Lessons for Pharmacovigilance Specialists

This case offers several key takeaways relevant to the field of pharmacovigilance:

1. The Role of Behaviour in Device Safety

Unlike drug-related adverse drug reactions, which depend mainly on dose and pharmacokinetics, contact lens complications usually arise from user behaviour. Overwear, poor hygiene, and water exposure remain leading contributors to keratitis. Monitoring and reporting must therefore integrate behavioural risk factors.

2. Antimicrobial Resistance Considerations

The failure of moxifloxacin highlights an emerging issue: fluoroquinolone resistance in ocular pathogens. For pharmacovigilance, this underscores the importance of culture-directed therapy and the need to track resistance trends in device-associated infections.

3. Interdisciplinary Safety Monitoring

This case bridges multiple domains – ophthalmology, microbiology, and pharmacovigilance.
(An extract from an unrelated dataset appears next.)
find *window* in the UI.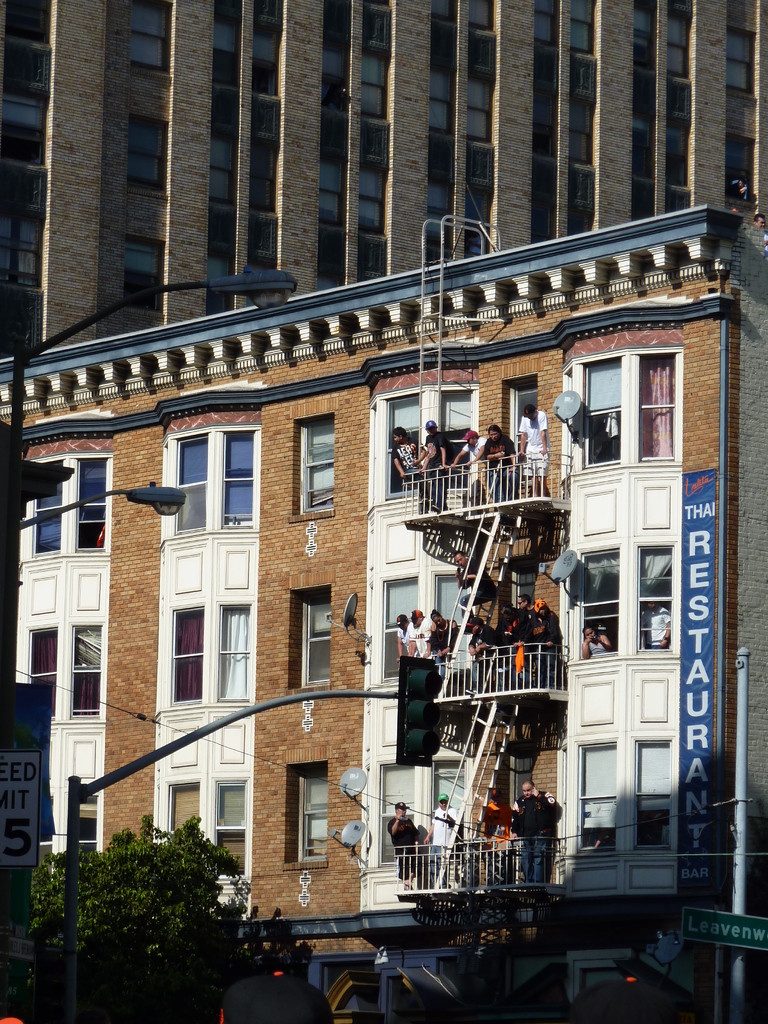
UI element at pyautogui.locateOnScreen(222, 435, 250, 529).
It shows that medical device safety monitoring must integrate into broader patient safety frameworks instead of staying siloed.
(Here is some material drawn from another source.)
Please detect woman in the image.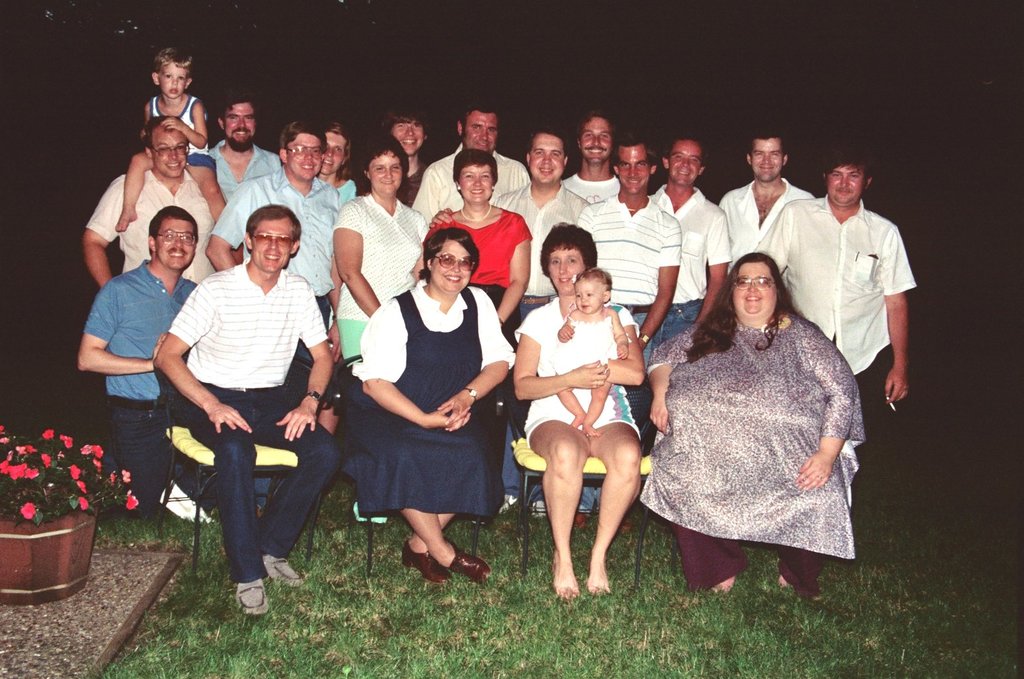
(x1=330, y1=122, x2=427, y2=524).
The Role of DrugCard in Literature-Based Safety Monitoring

The discovery of this rare case report highlights the value of continuous medical literature monitoring through platforms like DrugCard.

Traditional spontaneous reporting systems may miss such cases.

Monitoring the medical literature captures rare but important safety signals.

Pharmacovigilance professionals gain early awareness of emerging pathogens and resistance trends.

By integrating DrugCard findings into routine pharmacovigilance practice, safety specialists can anticipate new drug – or device-related risks.

Conclusion

Contact lens safety extends far beyond ophthalmology – it is a vital pharmacovigilance concern. The case of Serratia marcescens keratitis demonstrates how everyday user behaviours, the growing challenge of antimicrobial resistance, and timely clinical decision-making intersect to shape patient safety outcomes.

Preventing such vision-threatening complications requires a multi-layered approach: continuous monitoring, patient education, and treatment strategies guided by culture results rather than empiricism alone.

Platforms like DrugCard, with their ability to detect rare but clinically significant cases in the medical literature, provide an additional layer of vigilance. These insights help pharmacovigilance professionals identify early signals that might otherwise be overlooked.

Ultimately, integrating these lessons into routine practice strengthens our ability to ensure that contact lenses remain a tool for better vision and a safe and reliable option for millions of users worldwide.